The coming mayoral race in Montgomery matters whether you live in city limits, or whether it is simply important to you or your business that Alabama’s capital thrives. The conversation on the ground is that the outcome could be the next historic milestone for the city that launched civil rights.
Former U.S. Magistrate Judge Vanzetta McPherson caused a stir with a recent Montgomery Advertiser column that argues “it is time for the occupant of the mayor’s office to reflect the predominant (African-American) citizenry.” She further suggests that there is a burden on black voters and leader to “filter black candidates early,” so that the ranks be purged of those who by some test fail, in her words, to “serve the best interests of the African-American community.”
I know the judge’s sentiments are well-intentioned but as one of the seven or eight folks who will be running for Mayor, as the only contender who has officially registered a campaign committee, I view this election through a different lens. Montgomery has challenges at every turn. The test is not the mayor’s color or gender but whether the city’s next leader is visionary and substantial enough to unlock those opportunities disguised as challenges.
Mayor is not an entry-level job, as the judge correctly observed. The mayor-to-be will have to learn and master the details of making urban policy work for ordinary people. The job demands persistence and a clear eye about the questions that threaten Montgomery’s future.
Can our schools be rescued? For a while now, the leadership of our school system has resembled its population demographically: that by itself has meant nothing to the children in our eleven failing schools, or the 37 percent of children who graduate high school without core reading and math skills. The next mayor must join forces with the new school board to extricate the schools from the state takeover, a mismanaged event that creates the kind of uncertain chain of command that makes it impossible to attract a national caliber superintendent. The next mayor will have to sell the neighborhoods whose children are in magnets or private schools on the imperative of financing traditional schools adequately. He or she will also need to overcome forces who resist innovative reforms or stricter accountability.
Can we make a real dent in Montgomery’s poverty problem? West and North Montgomery are statistically identical to the chronically poor Black Belt. The southern boulevard is one long patch of neglect and collapsed businesses. Too many of our working people are still poor and trapped in dead-end jobs. For decades, the struggling parts of our city have had representation that “looks like them.” That fact has not yet stopped the decline.
Can we roll back crime and the root causes of crime? An overwhelming majority of criminal defendants are drop-outs. Our city has yet to fashion a comprehensive plan to identify and engage students who have encounters with the law or are chronic disciplinary problems. At the same time, if a city as complex as New York can reduce its rates of gun violence and murder, the next mayor of Montgomery should be expected to devise an anti-crime plan more robust than empathy and short-term anger management courses.
I could go on. We have reached new heights in corporate investment in the city but more of that newly infused wealth must be targeted toward creating jobs that pay high wages. Promoting minority investment is an urgent, consistently unmet need that takes more than conferences at the Renaissance to solve. Our municipal government structure has not been reorganized since the time when smartphones had not been invented and the internet in this city was limited to government offices.
The record of the mayor who is leaving, Todd Strange, will loom over this election. I ran against him but will grant him this: in an era when national politics has degenerated into all or nothing partisanship and what the experts call tribalism, Mayor Strange has kept the volume temperate and moderate in Montgomery. The next mayor should emulate that decency. He or she must match it with a boldness and a capacity to challenge old assumptions and challenge 21st Century problems.
I do agree that this city is on the edge of making history. But the test for candidates is not how well we represent one community or satisfy that community’s insiders and gatekeepers. It is whether any of us has what it takes to make Montgomery a trendsetter in repairing failing schools and blighted neighborhoods and in forging a more prosperous, more equitable future.
If you live in Montgomery, vote for the guy or lady you think just might know how to get us there.
Artur Davis is a former four-term congressman from Montgomery running for mayor.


**REQUIRED ACTION**
If a record contains a picture, skip the picture and transcribe the rest exactly.

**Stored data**
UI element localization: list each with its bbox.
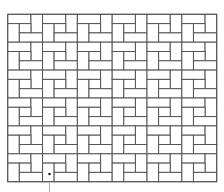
tile-piece-bottom-bar — [54, 145, 77, 154]
tile-piece-left-post — [43, 163, 55, 182]
tile-piece-left-post — [77, 135, 89, 154]
tile-piece-right-post — [66, 126, 78, 145]
tile-piece-bottom-bar — [159, 117, 182, 126]
tile-piece-left-post — [112, 52, 124, 71]
tile-piece-bottom-bar — [89, 61, 112, 70]
tile-piece-right-post — [101, 154, 113, 173]
tile-piece-top-bar — [147, 126, 170, 135]
tile-piece-right-post — [135, 14, 147, 33]
tile-piece-left-post — [43, 52, 55, 71]
tile-piece-top-bar — [112, 126, 135, 135]
tile-piece-right-post — [170, 42, 182, 61]
tile-piece-center-square — [19, 135, 31, 144]
tile-piece-bottom-bar — [54, 61, 77, 70]
tile-piece-center-square — [19, 107, 31, 116]
tile-piece-left-post — [43, 24, 55, 43]
tile-piece-center-square — [89, 163, 101, 172]
tile-piece-right-post — [170, 70, 182, 89]
tile-piece-right-post — [205, 14, 217, 33]
tile-piece-center-square — [159, 107, 171, 116]
tile-piece-right-post — [31, 98, 43, 117]
tile-piece-center-square — [54, 24, 66, 33]
tile-piece-right-post — [170, 154, 182, 173]
tile-piece-top-bar — [147, 70, 170, 79]
tile-piece-top-bar — [77, 154, 100, 163]
tile-piece-bottom-bar — [124, 117, 147, 126]
tile-piece-right-post — [101, 14, 113, 33]
tile-piece-right-post — [205, 42, 217, 61]
tile-piece-top-bar — [8, 14, 31, 23]
tile-piece-left-post — [182, 24, 194, 43]
tile-piece-center-square — [54, 163, 66, 172]
tile-piece-top-bar — [8, 70, 31, 79]
tile-piece-left-post — [8, 135, 20, 154]
tile-piece-left-post — [43, 107, 55, 126]
tile-piece-left-post — [182, 163, 194, 182]
tile-piece-left-post — [77, 79, 89, 98]
tile-piece-left-post — [112, 107, 124, 126]
tile-piece-left-post — [8, 79, 20, 98]
tile-piece-center-square — [19, 52, 31, 61]
tile-piece-center-square — [89, 79, 101, 88]
tile-piece-left-post — [8, 163, 20, 182]
tile-piece-left-post — [182, 79, 194, 98]
tile-piece-bottom-bar — [124, 33, 147, 42]
tile-piece-bottom-bar — [54, 33, 77, 42]
tile-piece-bottom-bar — [159, 61, 182, 70]
tile-piece-right-post — [66, 98, 78, 117]
tile-piece-right-post — [66, 154, 78, 173]
tile-piece-bottom-bar — [89, 145, 112, 154]
tile-piece-top-bar — [182, 42, 205, 51]
tile-piece-center-square — [193, 135, 205, 144]
tile-piece-bottom-bar — [19, 172, 42, 181]
tile-piece-center-square — [159, 135, 171, 144]
tile-piece-right-post — [135, 98, 147, 117]
tile-piece-top-bar — [8, 98, 31, 107]
tile-piece-right-post — [31, 126, 43, 145]
tile-piece-top-bar — [112, 14, 135, 23]
tile-piece-top-bar — [182, 126, 205, 135]
tile-piece-top-bar — [147, 14, 170, 23]
tile-piece-left-post — [147, 163, 159, 182]
tile-piece-bottom-bar — [193, 89, 216, 98]
tile-piece-center-square — [124, 24, 136, 33]
tile-piece-top-bar — [8, 154, 31, 163]
tile-piece-bottom-bar — [159, 145, 182, 154]
tile-piece-top-bar — [182, 14, 205, 23]
tile-piece-left-post — [8, 24, 20, 43]
tile-piece-center-square — [54, 52, 66, 61]
tile-piece-bottom-bar — [89, 172, 112, 181]
tile-piece-center-square — [124, 107, 136, 116]
tile-piece-right-post — [31, 42, 43, 61]
tile-piece-left-post — [112, 24, 124, 43]
tile-piece-left-post — [147, 135, 159, 154]
tile-piece-center-square — [124, 52, 136, 61]
tile-grid — [8, 14, 217, 181]
tile-piece-top-bar — [112, 70, 135, 79]
tile-piece-left-post — [112, 79, 124, 98]
tile-piece-top-bar — [77, 70, 100, 79]
tile-piece-top-bar — [43, 154, 66, 163]
tile-piece-right-post — [101, 70, 113, 89]
tile-piece-center-square — [159, 24, 171, 33]
tile-piece-bottom-bar — [124, 145, 147, 154]
tile-piece-top-bar — [43, 126, 66, 135]
tile-piece-bottom-bar — [54, 117, 77, 126]
tile-piece-bottom-bar — [54, 172, 77, 181]
tile-piece-top-bar — [77, 14, 100, 23]
tile-piece-left-post — [77, 52, 89, 71]
tile-piece-left-post — [8, 52, 20, 71]
tile-piece-center-square — [193, 52, 205, 61]
tile-piece-left-post — [43, 79, 55, 98]
tile-piece-right-post — [135, 42, 147, 61]
pinwheel-tiling-diagram — [0, 0, 224, 192]
tile-piece-center-square — [54, 135, 66, 144]
tile-piece-bottom-bar — [54, 89, 77, 98]
tile-piece-center-square — [89, 107, 101, 116]
tile-piece-left-post — [147, 52, 159, 71]
tile-piece-right-post — [66, 14, 78, 33]
tile-piece-right-post — [135, 154, 147, 173]
tile-piece-bottom-bar — [89, 33, 112, 42]
tile-piece-center-square — [89, 135, 101, 144]
tile-piece-top-bar — [147, 42, 170, 51]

**RESPONSE TO THIS EXERCISE**
UI element localization: list each with its bbox.
tile-piece-bottom-bar — [54, 145, 77, 154]
tile-piece-left-post — [43, 163, 55, 182]
tile-piece-left-post — [77, 135, 89, 154]
tile-piece-right-post — [66, 126, 78, 145]
tile-piece-bottom-bar — [159, 117, 182, 126]
tile-piece-left-post — [112, 52, 124, 71]
tile-piece-bottom-bar — [89, 61, 112, 70]
tile-piece-right-post — [101, 154, 113, 173]
tile-piece-top-bar — [147, 126, 170, 135]
tile-piece-right-post — [135, 14, 147, 33]
tile-piece-left-post — [43, 52, 55, 71]
tile-piece-top-bar — [112, 126, 135, 135]
tile-piece-right-post — [170, 42, 182, 61]
tile-piece-center-square — [19, 135, 31, 144]
tile-piece-bottom-bar — [54, 61, 77, 70]
tile-piece-center-square — [19, 107, 31, 116]
tile-piece-left-post — [43, 24, 55, 43]
tile-piece-center-square — [89, 163, 101, 172]
tile-piece-right-post — [170, 70, 182, 89]
tile-piece-right-post — [205, 14, 217, 33]
tile-piece-center-square — [159, 107, 171, 116]
tile-piece-right-post — [31, 98, 43, 117]
tile-piece-center-square — [54, 24, 66, 33]
tile-piece-right-post — [170, 154, 182, 173]
tile-piece-top-bar — [147, 70, 170, 79]
tile-piece-top-bar — [77, 154, 100, 163]
tile-piece-bottom-bar — [124, 117, 147, 126]
tile-piece-right-post — [101, 14, 113, 33]
tile-piece-right-post — [205, 42, 217, 61]
tile-piece-top-bar — [8, 14, 31, 23]
tile-piece-left-post — [182, 24, 194, 43]
tile-piece-center-square — [54, 163, 66, 172]
tile-piece-top-bar — [8, 70, 31, 79]
tile-piece-left-post — [8, 135, 20, 154]
tile-piece-left-post — [43, 107, 55, 126]
tile-piece-left-post — [182, 163, 194, 182]
tile-piece-left-post — [77, 79, 89, 98]
tile-piece-left-post — [112, 107, 124, 126]
tile-piece-left-post — [8, 79, 20, 98]
tile-piece-center-square — [19, 52, 31, 61]
tile-piece-center-square — [89, 79, 101, 88]
tile-piece-left-post — [8, 163, 20, 182]
tile-piece-left-post — [182, 79, 194, 98]
tile-piece-bottom-bar — [124, 33, 147, 42]
tile-piece-bottom-bar — [54, 33, 77, 42]
tile-piece-bottom-bar — [159, 61, 182, 70]
tile-piece-right-post — [66, 98, 78, 117]
tile-piece-right-post — [66, 154, 78, 173]
tile-piece-bottom-bar — [89, 145, 112, 154]
tile-piece-top-bar — [182, 42, 205, 51]
tile-piece-center-square — [193, 135, 205, 144]
tile-piece-bottom-bar — [19, 172, 42, 181]
tile-piece-center-square — [159, 135, 171, 144]
tile-piece-right-post — [135, 98, 147, 117]
tile-piece-top-bar — [8, 98, 31, 107]
tile-piece-right-post — [31, 126, 43, 145]
tile-piece-top-bar — [112, 14, 135, 23]
tile-piece-top-bar — [182, 126, 205, 135]
tile-piece-top-bar — [147, 14, 170, 23]
tile-piece-left-post — [147, 163, 159, 182]
tile-piece-bottom-bar — [193, 89, 216, 98]
tile-piece-center-square — [124, 24, 136, 33]
tile-piece-top-bar — [8, 154, 31, 163]
tile-piece-bottom-bar — [159, 145, 182, 154]
tile-piece-top-bar — [182, 14, 205, 23]
tile-piece-left-post — [8, 24, 20, 43]
tile-piece-center-square — [54, 52, 66, 61]
tile-piece-bottom-bar — [89, 172, 112, 181]
tile-piece-center-square — [124, 107, 136, 116]
tile-piece-right-post — [31, 42, 43, 61]
tile-piece-left-post — [112, 24, 124, 43]
tile-piece-left-post — [147, 135, 159, 154]
tile-piece-center-square — [124, 52, 136, 61]
tile-grid — [8, 14, 217, 181]
tile-piece-top-bar — [112, 70, 135, 79]
tile-piece-left-post — [112, 79, 124, 98]
tile-piece-top-bar — [77, 70, 100, 79]
tile-piece-top-bar — [43, 154, 66, 163]
tile-piece-right-post — [101, 70, 113, 89]
tile-piece-center-square — [159, 24, 171, 33]
tile-piece-bottom-bar — [124, 145, 147, 154]
tile-piece-top-bar — [43, 126, 66, 135]
tile-piece-bottom-bar — [54, 117, 77, 126]
tile-piece-bottom-bar — [54, 172, 77, 181]
tile-piece-top-bar — [77, 14, 100, 23]
tile-piece-left-post — [77, 52, 89, 71]
tile-piece-left-post — [8, 52, 20, 71]
tile-piece-center-square — [193, 52, 205, 61]
tile-piece-left-post — [43, 79, 55, 98]
tile-piece-right-post — [135, 42, 147, 61]
pinwheel-tiling-diagram — [0, 0, 224, 192]
tile-piece-center-square — [54, 135, 66, 144]
tile-piece-bottom-bar — [54, 89, 77, 98]
tile-piece-center-square — [89, 107, 101, 116]
tile-piece-left-post — [147, 52, 159, 71]
tile-piece-right-post — [66, 14, 78, 33]
tile-piece-right-post — [135, 154, 147, 173]
tile-piece-bottom-bar — [89, 33, 112, 42]
tile-piece-center-square — [89, 135, 101, 144]
tile-piece-top-bar — [147, 42, 170, 51]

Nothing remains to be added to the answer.